DO ARCHITECTS HAVE A ROLE IN CYBERSPACE AND ON THE INTERNET?
We are witnessing the start of a new era in architecture, with a new kind of space emerging: cyberspace. The Internet is a new infrastructure that can be understood as a virtual environment or world. It is a "non-physical" space, intangible but real. It is an architectural space that has not yet been designed. There is an urgent need to organize and design it.

Will this be the role of architects, as we know them today?

Will the discipline of architecture have to redefine its spectrum of knowledge to deal with the new space?

Is this a challenge for architects or graphic designers?

For better or for worse, new technologies are changing our lives. Architects must reevaluate their role and redefine the boundaries of the profession.

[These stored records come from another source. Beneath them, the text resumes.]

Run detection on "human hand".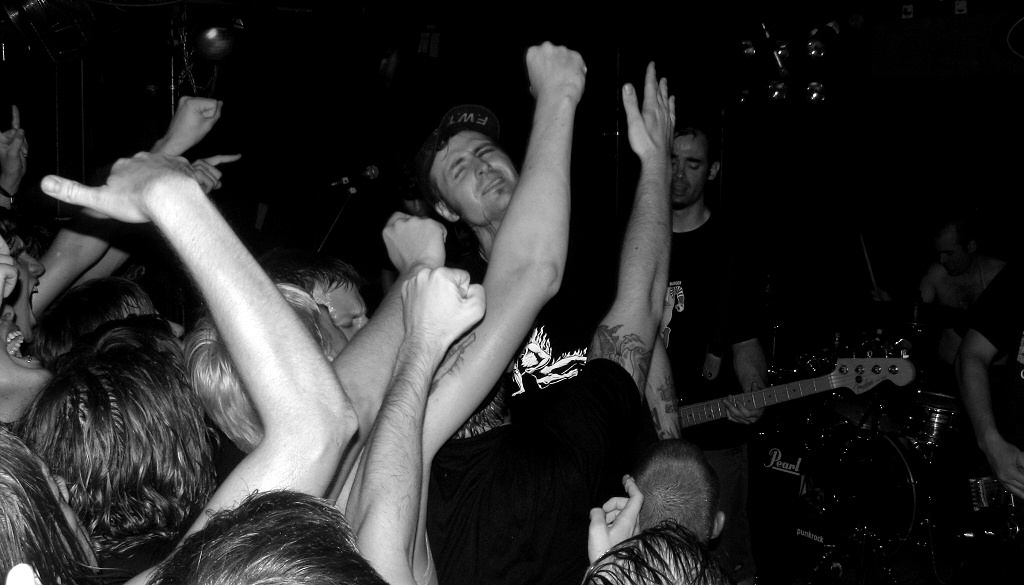
Result: locate(161, 94, 225, 150).
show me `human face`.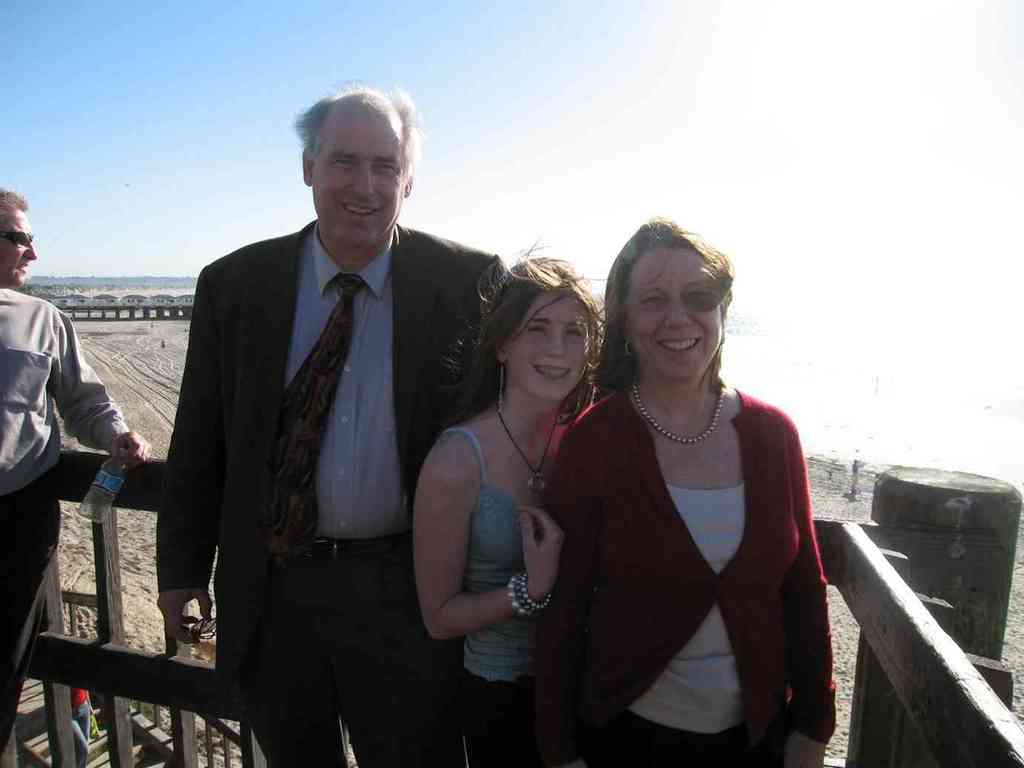
`human face` is here: crop(0, 211, 36, 286).
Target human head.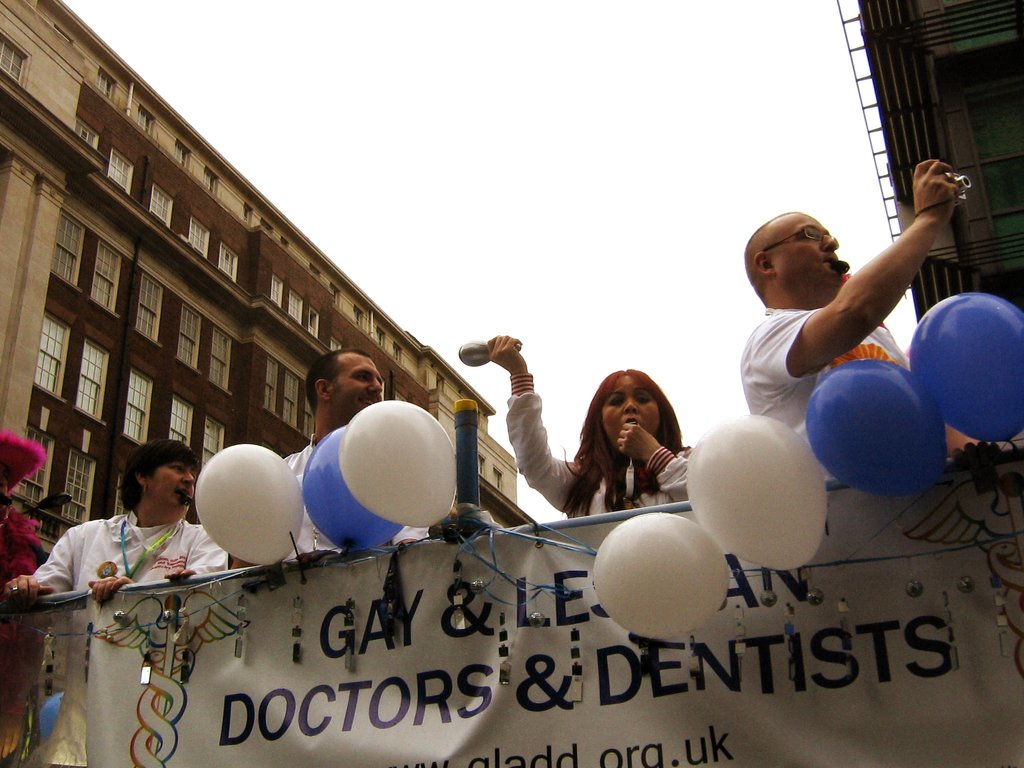
Target region: 299,346,384,420.
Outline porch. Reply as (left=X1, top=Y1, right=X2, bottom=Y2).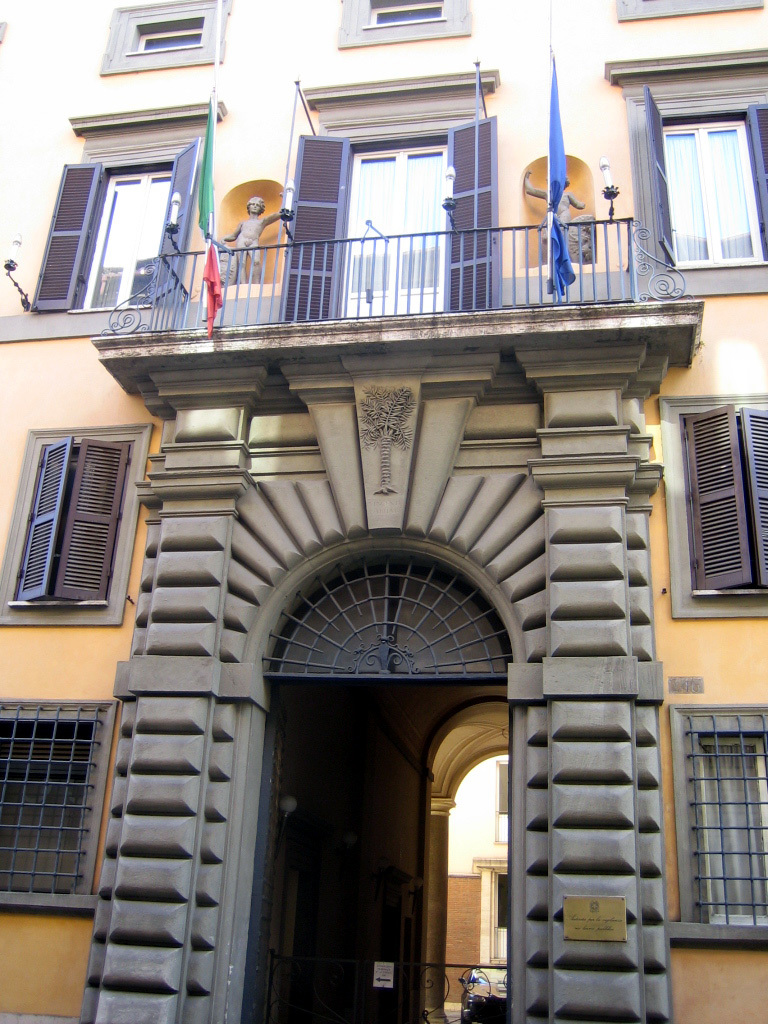
(left=0, top=673, right=767, bottom=1023).
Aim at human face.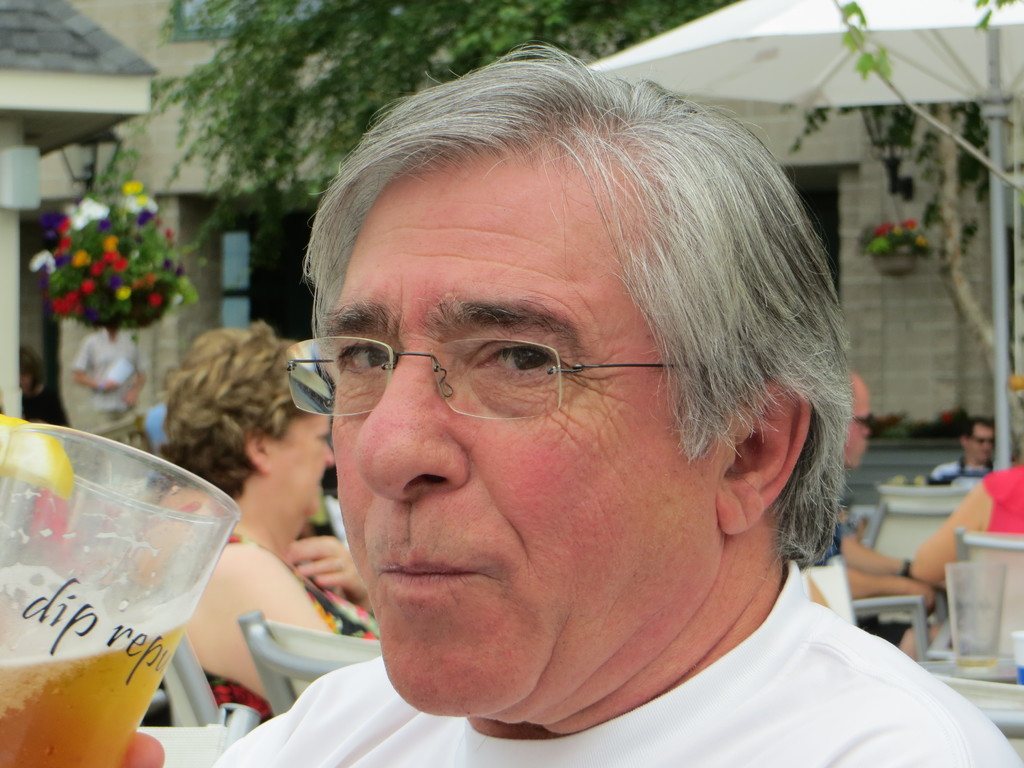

In the digital area, architects do not seem to be trained to deal with non-physical space. The profession does not have the tools to deal with problems rising from the nature of cyberspace. In order to be able to embrace the needs of cyberspace, architecture as a discipline will have to extend its boundaries and incorporate other disciplines such as those of graphics designers and computer engineers.
If architecture is interpreted as a bracket around the wide field of art and design, as the art of creating "usable" space and its organization, as the art of ensuring the "legibility" and orientation, identification and navigation of space, then the organization of the Web presents a new challenge for a future generation of architects.

The traditional role of the architect as romantic genius is over. For those of us in the profession of architecture, there will be interesting years to come.